As a prolific writer and polymath, Aristotle radically transformed most, if not all, areas of knowledge he touched. It is no wonder that Aquinas referred to him simply as “The Philosopher.” In his lifetime, Aristotle wrote as many as 200 treatises, of which only 31 survive. Unfortunately for us, these works are in the form of lecture notes and draft manuscripts never intended for general readership, so they do not demonstrate his reputed polished prose style which attracted many great followers, including the Roman Cicero. Aristotle was the first to classify areas of human knowledge into distinct disciplines such as mathematics, biology, and ethics. Some of these classifications are still used today.

so when Steve Jobs enthuses that he “can at least read what Aristotle wrote without an intermediary”, he’s overstating his case.

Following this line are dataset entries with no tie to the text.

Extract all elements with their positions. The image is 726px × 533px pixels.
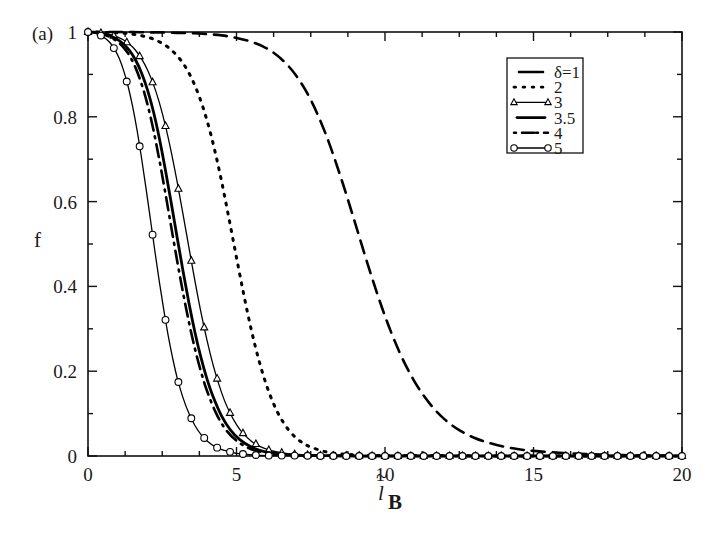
marker-circle <box>627 453 634 460</box>
marker-circle <box>175 379 182 386</box>
data-curves <box>84 28 685 459</box>
y-tick-labels: 00.20.40.60.81 <box>53 22 77 467</box>
curve-delta=3.5 <box>88 32 682 456</box>
marker-circle <box>537 453 544 460</box>
x-axis-label-subscript: B <box>388 490 402 514</box>
marker-circle <box>343 453 350 460</box>
y-tick-label: 0.8 <box>53 107 77 128</box>
marker-circle <box>446 453 453 460</box>
x-tick-label: 0 <box>83 464 93 485</box>
marker-circle <box>265 452 272 459</box>
marker-circle <box>317 453 324 460</box>
marker-circle <box>98 32 105 39</box>
plot-canvas: 05101520 00.20.40.60.81 (a) f l ~ B δ=12… <box>0 0 726 533</box>
marker-circle <box>679 453 686 460</box>
panel-label: (a) <box>32 23 53 45</box>
marker-circle <box>666 453 673 460</box>
y-tick-label: 1 <box>68 22 78 43</box>
marker-circle <box>227 448 234 455</box>
marker-circle <box>575 453 582 460</box>
marker-circle <box>330 453 337 460</box>
marker-triangle <box>149 78 156 84</box>
marker-circle <box>588 453 595 460</box>
marker-circle <box>614 453 621 460</box>
series-delta=3.5 <box>88 32 682 456</box>
marker-triangle <box>214 375 221 381</box>
figure-panel-a: 05101520 00.20.40.60.81 (a) f l ~ B δ=12… <box>0 0 726 533</box>
marker-triangle <box>162 122 169 128</box>
marker-circle <box>85 29 92 36</box>
legend-marker-circle <box>545 145 551 151</box>
marker-circle <box>601 453 608 460</box>
marker-triangle <box>201 323 208 329</box>
x-tick-label: 15 <box>524 464 543 485</box>
marker-triangle <box>227 409 234 415</box>
marker-circle <box>562 453 569 460</box>
marker-circle <box>395 453 402 460</box>
marker-circle <box>420 453 427 460</box>
marker-circle <box>278 452 285 459</box>
marker-circle <box>252 452 259 459</box>
marker-circle <box>459 453 466 460</box>
marker-circle <box>407 453 414 460</box>
marker-circle <box>149 231 156 238</box>
marker-circle <box>136 143 143 150</box>
marker-circle <box>162 316 169 323</box>
marker-circle <box>291 452 298 459</box>
x-tick-labels: 05101520 <box>83 464 691 485</box>
marker-circle <box>382 453 389 460</box>
marker-circle <box>214 444 221 451</box>
marker-circle <box>549 453 556 460</box>
marker-triangle <box>175 185 182 191</box>
marker-circle <box>240 451 247 458</box>
marker-circle <box>433 453 440 460</box>
marker-circle <box>485 453 492 460</box>
marker-circle <box>110 45 117 52</box>
marker-circle <box>369 453 376 460</box>
marker-circle <box>524 453 531 460</box>
legend[interactable]: δ=1233.545 <box>507 58 583 158</box>
y-tick-label: 0.2 <box>53 361 77 382</box>
marker-circle <box>356 453 363 460</box>
marker-circle <box>123 78 130 85</box>
marker-circle <box>201 435 208 442</box>
marker-circle <box>188 415 195 422</box>
legend-entry-label: 5 <box>554 139 563 158</box>
marker-triangle <box>188 257 195 263</box>
marker-circle <box>472 453 479 460</box>
x-tick-label: 20 <box>673 464 692 485</box>
y-tick-label: 0.6 <box>53 192 77 213</box>
x-tick-label: 5 <box>232 464 242 485</box>
x-axis-label-accent: ~ <box>376 464 387 488</box>
marker-circle <box>640 453 647 460</box>
marker-circle <box>511 453 518 460</box>
marker-circle <box>498 453 505 460</box>
legend-marker-circle <box>511 145 517 151</box>
y-axis-label: f <box>34 228 41 252</box>
y-tick-label: 0 <box>68 446 78 467</box>
marker-circle <box>304 452 311 459</box>
marker-circle <box>653 453 660 460</box>
y-tick-label: 0.4 <box>53 276 77 297</box>
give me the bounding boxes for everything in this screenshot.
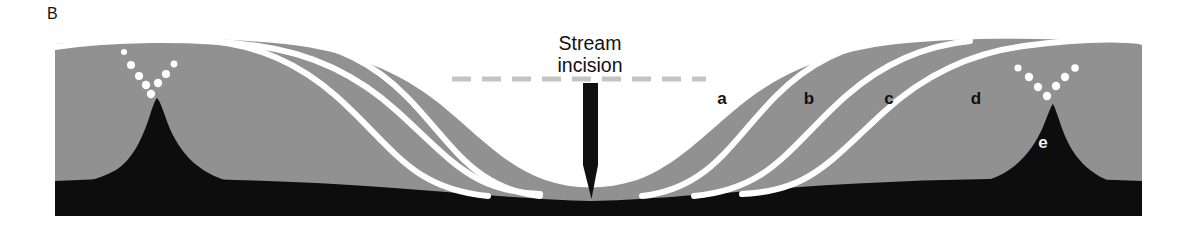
figure-panel-b: B (0, 0, 1182, 234)
unit-label-b: b (804, 89, 814, 108)
unit-label-a: a (717, 89, 727, 108)
stream-incision-label-line1: Stream (559, 32, 622, 54)
stream-incision-label-line2: incision (557, 54, 622, 76)
cross-section-diagram: Stream incision a b c d e (0, 0, 1182, 234)
unit-label-d: d (971, 89, 981, 108)
unit-label-e: e (1038, 133, 1047, 152)
unit-label-c: c (884, 89, 893, 108)
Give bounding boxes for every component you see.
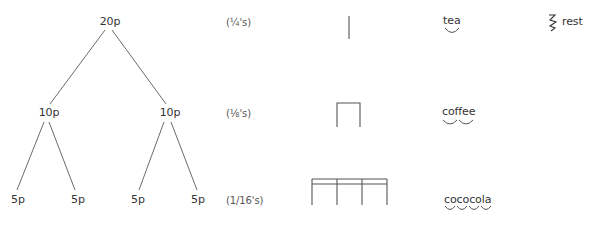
word-tea: tea: [443, 15, 461, 27]
fraction-eighths: (⅛'s): [226, 108, 251, 120]
tree-node-right: 10p: [160, 107, 181, 119]
semiquaver-group-icon: [312, 179, 387, 205]
crotchet-rest-icon: [549, 15, 556, 31]
tree-leaf-1: 5p: [11, 194, 25, 206]
word-cococola: cococola: [444, 194, 491, 206]
coffee-syllable-arc-icon: [443, 120, 457, 124]
cococola-syllable-arc-icon: [457, 206, 467, 210]
cococola-syllable-arc-icon: [481, 206, 491, 210]
tea-syllable-arc-icon: [445, 28, 459, 33]
tree-lines: [0, 0, 595, 226]
rhythm-value-diagram: 20p 10p 10p 5p 5p 5p 5p (¼'s) (⅛'s) (1/1…: [0, 0, 595, 226]
cococola-syllable-arc-icon: [445, 206, 455, 210]
tree-leaf-4: 5p: [191, 194, 205, 206]
rest-label: rest: [562, 16, 583, 28]
coffee-syllable-arc-icon: [459, 120, 473, 124]
tree-node-root: 20p: [100, 16, 121, 28]
tree-node-left: 10p: [39, 107, 60, 119]
fraction-quarters: (¼'s): [226, 17, 251, 29]
quaver-pair-icon: [337, 103, 360, 127]
tree-leaf-2: 5p: [71, 194, 85, 206]
cococola-syllable-arc-icon: [469, 206, 479, 210]
word-coffee: coffee: [442, 106, 475, 118]
fraction-sixteenths: (1/16's): [226, 195, 263, 207]
tree-leaf-3: 5p: [131, 194, 145, 206]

Not to mention that it shows an innate lack of understanding of writing/printing as a medium (i.e. an intermediary) on Jobs’ part.

As for the review, it’s impressively made, but for me it mostly shows the reviewer’s ability to cleverly combine various apps and plan out a “flow” of sorts in composing the video. While some of these apps are probably iPad-exclusive, there’s nothing in this saying it’s not possible on any (pen-enabled) computer.

Secondly, while I agree that flexible computerized learning tools are invaluable and will ultimately transform how we learn and how we transmit and store knowledge, the review’s obvious “Apple’s ideology will save us all” bent strikes me as frighteningly naïve, and is further underscored by the opening statement that “it’s easy to be cynical about technology[, but…]”. Just because a company’s founder was espousing a love for creativity and free knowledge forty years ago doesn’t change the fact that they’re currently forcing closed systems on users (and has really been doing so since day one), taking away users’ abilities to control their own property, and not least enforcing draconian policies and purposely making everything more difficult when it comes to service and repair of said products. This, of course, applies to many, if not most tech companies. The whole point is that Apple is no different, and continuing to portray them in this light just helps obfuscate this.

I don’t really know of any better alternatives (well, we have FairPhone for phones, but their hardware is way too outdated for most people), but that’s not really the point. The point is that we need to strip Apple of this mythical image that they’ve very successfully built for themselves, as it doesn’t do consumers any good whatsoever.

Is a $329 computer that handles pen input with aplomb a great deal? Sure, especially with a processor as fast as the A10 and the solid optimization that Apple is able to ensure with most apps. That the pencil is a $99 addition would be well worth mentioning in the review, though. As would the closed-off app library and the utter lack of serviceability (this is meant for school kids! Of course they’ll drop, throw, spill on and whatever else might damage these things!).

My main objection is still the evangelizing tone here, though. The world definitely doesn’t need less cynicism towards multi-billion-dollar tech companies and their constant hunt for more ways to sell us junk we don’t need, and to make us turn fully functional tools into e-waste! No way.